Ten sensors that monitor fine particulate matter — or soot — will be installed in eight counties, including in Fayette and Indiana, the department announced Wednesday. The sensors will gather much-needed data in “under-monitored” areas about the quantity of pollutants released into the air. Each of the eight counties is home to fracking sites.
“We simply don't have data on air quality in these areas,” said DEP Secretary John Quigley in a statement. “We need that data and monitoring capability to help us understand whether or not there are risks or impacts to public health from current air quality in these areas.”
Fracking and drilling for natural gas releases lots of pollutants into the air, said Thaddeus Popovich, a Franklin Park resident and co-founder of Allegheny County Clean Air Now. Pollutants are released during the drilling process and by the diesel vehicles coming and going from the drilling sites.
The new monitors from the DEP show the state is paying attention to rural areas that previously “have been forgotten,” Popovich said.
Joseph Otis Minott, executive director of the Clean Air Council in Philadelphia, said he hopes the DEP will expand the monitoring program.
“As Pennsylvania's natural gas industry has spread over the past several years, our information-gathering has not always kept pace,” he said in a statement. “Shalefield residents have often been left in the dark about the quality of the air they breathe and, without adequate data, are unable to take action when they suspect air pollution is harming their health.”
Besides Fayette and Indiana counties, monitors will also be installed this year in Lycoming, Susquehanna and Wyoming counties, according to the DEP. Monitors will be installed inClarion, Jefferson and McKean counties by late 2017.
The exact locations of the monitors in Indiana and Fayette have not been finalized, a DEP spokesman said.
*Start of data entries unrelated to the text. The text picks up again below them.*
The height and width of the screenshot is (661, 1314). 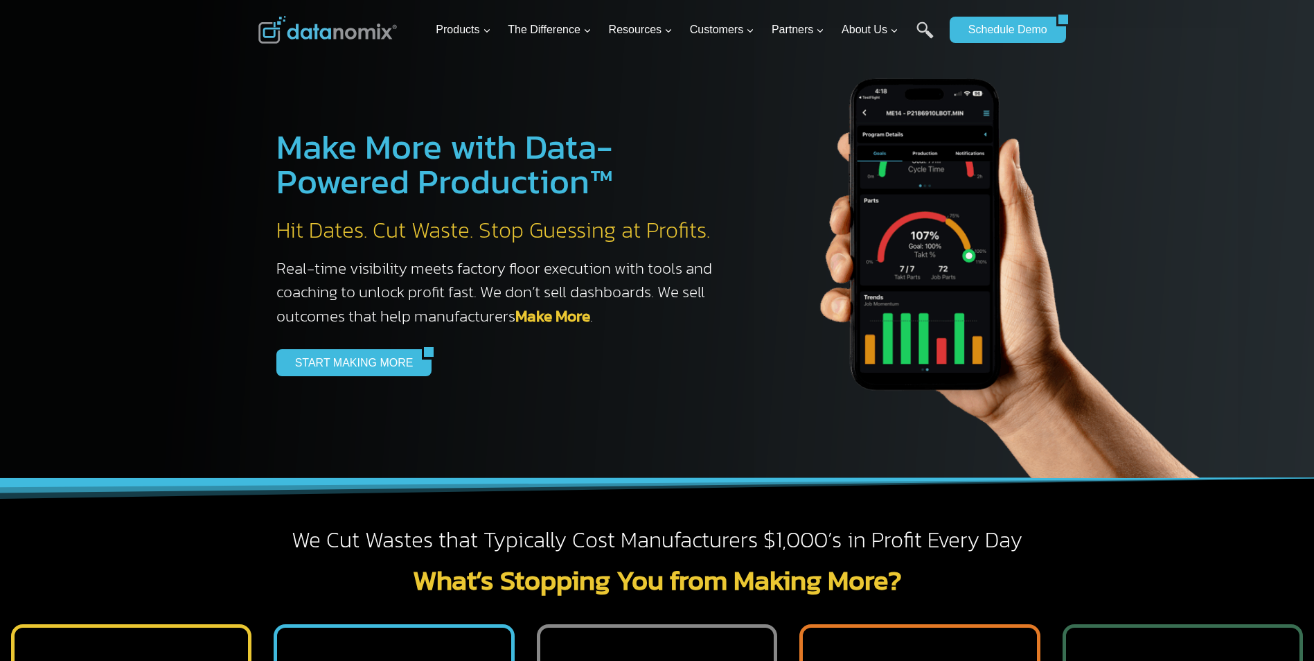 I want to click on span: Partners, so click(x=798, y=30).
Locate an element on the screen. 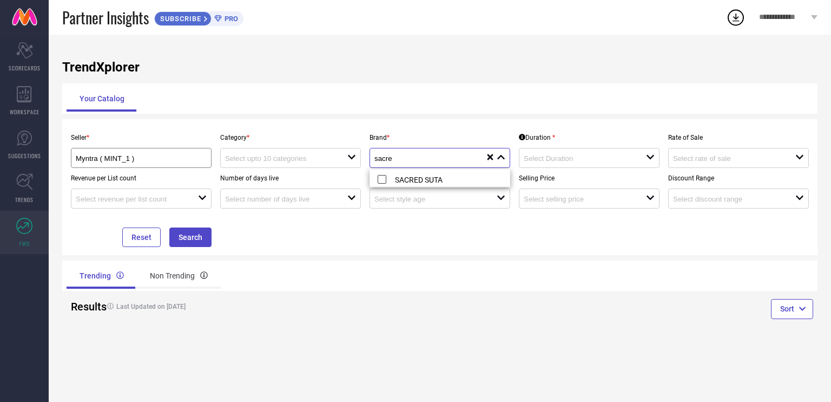 The width and height of the screenshot is (831, 402). p: Selling Price is located at coordinates (589, 178).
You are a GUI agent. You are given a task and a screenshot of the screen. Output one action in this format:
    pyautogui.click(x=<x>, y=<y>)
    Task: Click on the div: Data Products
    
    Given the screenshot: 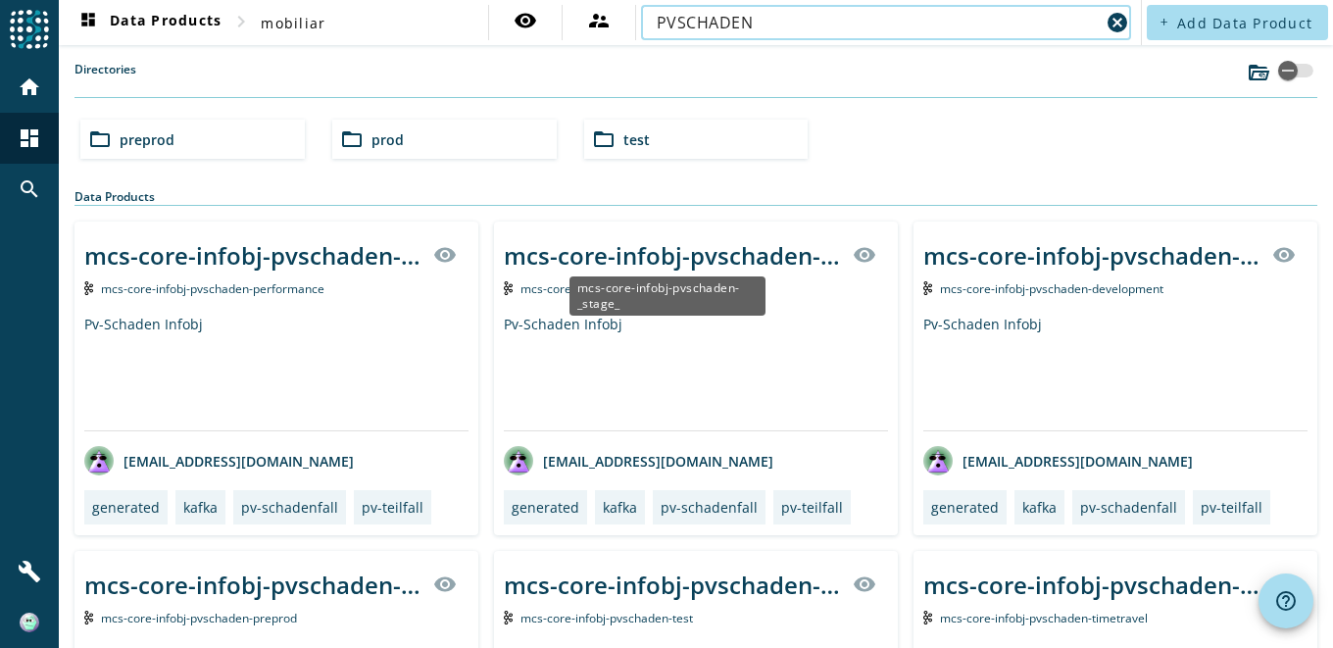 What is the action you would take?
    pyautogui.click(x=696, y=197)
    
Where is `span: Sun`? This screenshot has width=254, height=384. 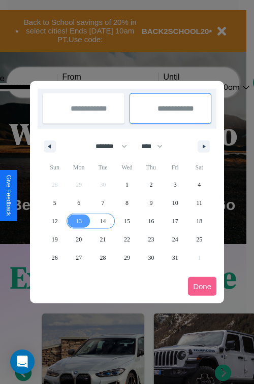 span: Sun is located at coordinates (54, 167).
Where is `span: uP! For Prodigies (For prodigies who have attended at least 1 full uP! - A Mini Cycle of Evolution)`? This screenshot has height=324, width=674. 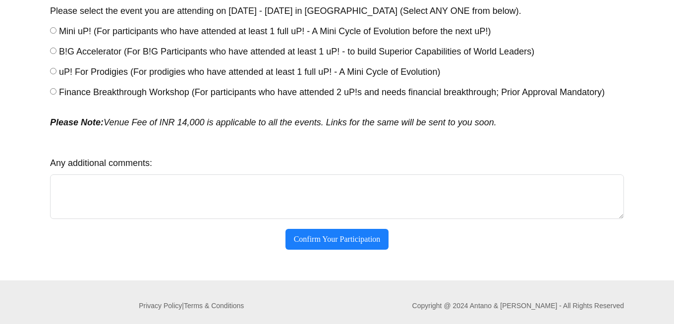 span: uP! For Prodigies (For prodigies who have attended at least 1 full uP! - A Mini Cycle of Evolution) is located at coordinates (249, 72).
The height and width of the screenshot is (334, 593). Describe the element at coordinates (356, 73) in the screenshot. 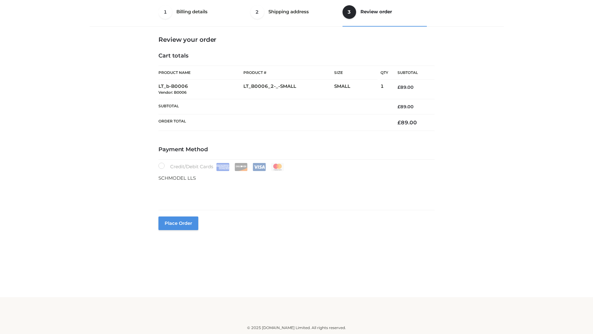

I see `th: Size` at that location.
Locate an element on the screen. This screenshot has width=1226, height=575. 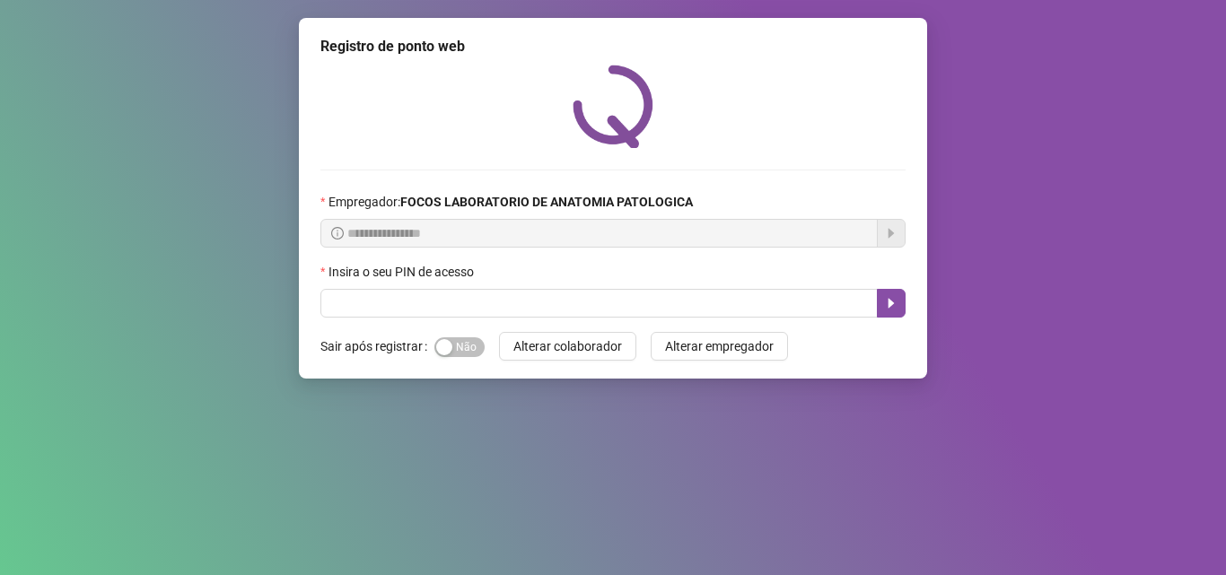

The approximate $1.5 million expansion of the air monitoring network will be paid for, in part, by an Environmental Protection Agency grant.
The sensors will supplement DEP's existing network of 27 monitors. The Allegheny County Health Department also operates eight samplers and Philadelphia Air Management Services operates seven. The DEP recently installed sensors in Holbrook in Greene County and Towanda in Bradford County.
The data collected will be available to the public on the DEP and EPA websites.